The order to the Department of Homeland Security comes after the Supreme Court decided in June that President Donald Trump’s deputies had not properly ended the work permit program.

The five judges claimed that Trump and his deputies had insufficiently justified his 2017 revocation of former President Barack Obama’s system to grant work permits for roughly 800,000 illegal immigrants during the post-2008 recession.

Yet the Supreme Court’s bloc of four liberal justices — backed up by Chief Justice John Roberts — declined to say whether the president has the legal authority to award work permits to anyone. But they did agree to order Trump to restart Obama’s program.

Judge Paul W. Grimm declared: “The [2017] rescission of the DACA policy is VACATED, and the policy is restored to its pre-September 5, 2017 status.” The Maryland judge was appointed by Obama in 2012.

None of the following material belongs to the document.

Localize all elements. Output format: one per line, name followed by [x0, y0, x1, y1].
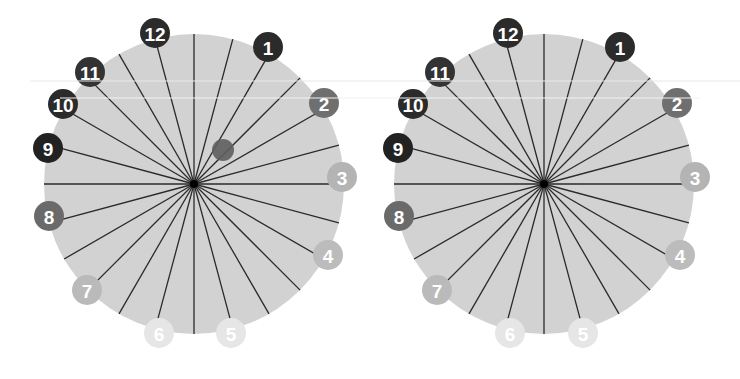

Grimm’s order will mean DHS must update DACA migrants’ expired work permits and to accept new applications from young illegals who have not yet been part of the DACA population.

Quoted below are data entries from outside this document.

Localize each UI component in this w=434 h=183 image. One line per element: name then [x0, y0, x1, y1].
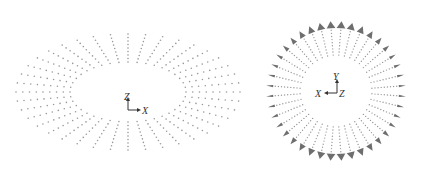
array-element-dot	[154, 65, 156, 67]
array-element-dot	[206, 50, 208, 52]
array-element-dot	[308, 46, 309, 47]
array-element-dot	[324, 137, 325, 138]
array-element-dot	[357, 126, 358, 127]
element-end-marker-icon	[266, 95, 273, 97]
array-element-dot	[325, 134, 326, 135]
array-element-dot	[339, 39, 340, 40]
array-element-dot	[279, 77, 280, 78]
array-element-dot	[127, 47, 129, 49]
array-element-dot	[380, 109, 381, 110]
array-element-dot	[182, 82, 184, 84]
array-element-dot	[185, 76, 187, 78]
array-element-dot	[363, 58, 364, 59]
array-element-dot	[339, 48, 340, 49]
element-end-marker-icon	[366, 143, 372, 151]
array-element-dot	[377, 108, 378, 109]
array-element-dot	[370, 82, 371, 83]
array-element-dot	[46, 113, 48, 115]
array-element-dot	[377, 55, 378, 56]
array-element-dot	[379, 63, 380, 64]
array-element-dot	[86, 49, 88, 51]
array-element-dot	[139, 131, 141, 133]
array-element-dot	[93, 67, 95, 69]
array-element-dot	[317, 46, 318, 47]
array-element-dot	[76, 143, 78, 145]
array-element-dot	[282, 112, 283, 113]
array-element-dot	[197, 127, 199, 129]
element-end-marker-icon	[268, 75, 275, 78]
left-axis-triad: Z X	[124, 91, 149, 116]
array-element-dot	[361, 120, 362, 121]
array-element-dot	[318, 132, 319, 133]
array-element-dot	[356, 40, 357, 41]
array-element-dot	[127, 142, 129, 144]
array-element-dot	[353, 48, 354, 49]
element-end-marker-icon	[271, 64, 278, 68]
array-element-dot	[127, 128, 129, 130]
array-element-dot	[327, 125, 328, 126]
array-element-dot	[313, 144, 314, 145]
array-element-dot	[286, 121, 287, 122]
array-element-dot	[93, 36, 95, 38]
array-element-dot	[288, 110, 289, 111]
array-element-dot	[85, 121, 87, 123]
element-end-marker-icon	[394, 114, 401, 118]
array-element-dot	[202, 130, 204, 132]
array-element-dot	[339, 45, 340, 46]
array-element-dot	[345, 49, 346, 50]
array-element-dot	[57, 97, 59, 99]
array-element-dot	[332, 136, 333, 137]
array-element-dot	[320, 54, 321, 55]
array-element-dot	[389, 68, 390, 69]
element-end-marker-icon	[366, 31, 372, 39]
array-element-dot	[185, 133, 187, 135]
array-element-dot	[199, 91, 201, 93]
array-element-dot	[301, 120, 302, 121]
array-element-dot	[386, 69, 387, 70]
array-element-dot	[293, 87, 294, 88]
array-element-dot	[111, 37, 113, 39]
array-element-dot	[359, 63, 360, 64]
array-element-dot	[187, 122, 189, 124]
array-element-dot	[172, 137, 174, 139]
array-element-dot	[307, 44, 308, 45]
array-element-dot	[315, 57, 316, 58]
array-element-dot	[127, 121, 129, 123]
array-element-dot	[191, 115, 193, 117]
array-element-dot	[185, 91, 187, 93]
array-element-dot	[331, 33, 332, 34]
array-element-dot	[127, 54, 129, 56]
array-element-dot	[299, 59, 300, 60]
array-element-dot	[302, 111, 303, 112]
array-element-dot	[339, 139, 340, 140]
array-element-dot	[227, 118, 229, 120]
array-element-dot	[367, 63, 368, 64]
element-end-marker-icon	[399, 85, 406, 87]
array-element-dot	[168, 112, 170, 114]
element-end-marker-icon	[397, 75, 404, 78]
array-element-dot	[371, 68, 372, 69]
array-element-dot	[304, 127, 305, 128]
array-element-dot	[185, 113, 187, 115]
array-element-dot	[344, 55, 345, 56]
array-element-dot	[183, 63, 185, 65]
array-element-dot	[73, 53, 75, 55]
array-element-dot	[340, 145, 341, 146]
array-element-dot	[371, 88, 372, 89]
array-element-dot	[69, 50, 71, 52]
array-element-dot	[117, 58, 119, 60]
array-element-dot	[77, 56, 79, 58]
array-element-dot	[384, 94, 385, 95]
array-element-dot	[227, 74, 229, 76]
array-element-dot	[231, 100, 233, 102]
array-element-dot	[89, 52, 91, 54]
array-element-dot	[348, 144, 349, 145]
array-element-dot	[48, 132, 50, 134]
array-element-dot	[340, 148, 341, 149]
array-element-dot	[206, 91, 208, 93]
array-element-dot	[225, 83, 227, 85]
array-element-dot	[367, 54, 368, 55]
array-element-dot	[322, 124, 323, 125]
array-element-dot	[377, 73, 378, 74]
array-element-dot	[72, 82, 74, 84]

It will also lead to DHS restarting the “Advanced Parole” process, which allows DACA illegals people to briefly leave the country and return profile for green cards via the Adjustment of Status process. The process was likely used by at least 10,000 DACA migrants during Obama’s time in office.

The Trump administration has not yet issued a re-cancellation of Obama’s DACA, as allowed by the Supreme Court.

That task likely takes time, in part, because officials must include extensive legal and political arguments to deter judges who want to strike it down. It also needs to be signed by senior officials with lawful authority.

However, White House officials are drafting an executive order on immigration and a draft bill for Congress that includes some form of DACA deal.

Spokeswoman Kayleigh McEnany said Thursday:

As the President announced, he’s working on an executive order to establish a merit-based immigration system.  That will be the intent of the executive order.

But the President has long said that he would look for a legislative solution on DACA, and he would work with Congress to pursue that legislative solution, and one that could include citizenship, along with other strong border security and permanent merit-based reforms.  So that is something he would work with Congress on.  Yeah, and the executive order would pertain to the merit-based portion of that.

The statement shut down widespread reports that Trump was preparing to accept the DACA program as he tries to bump up his polls for the 2020 election.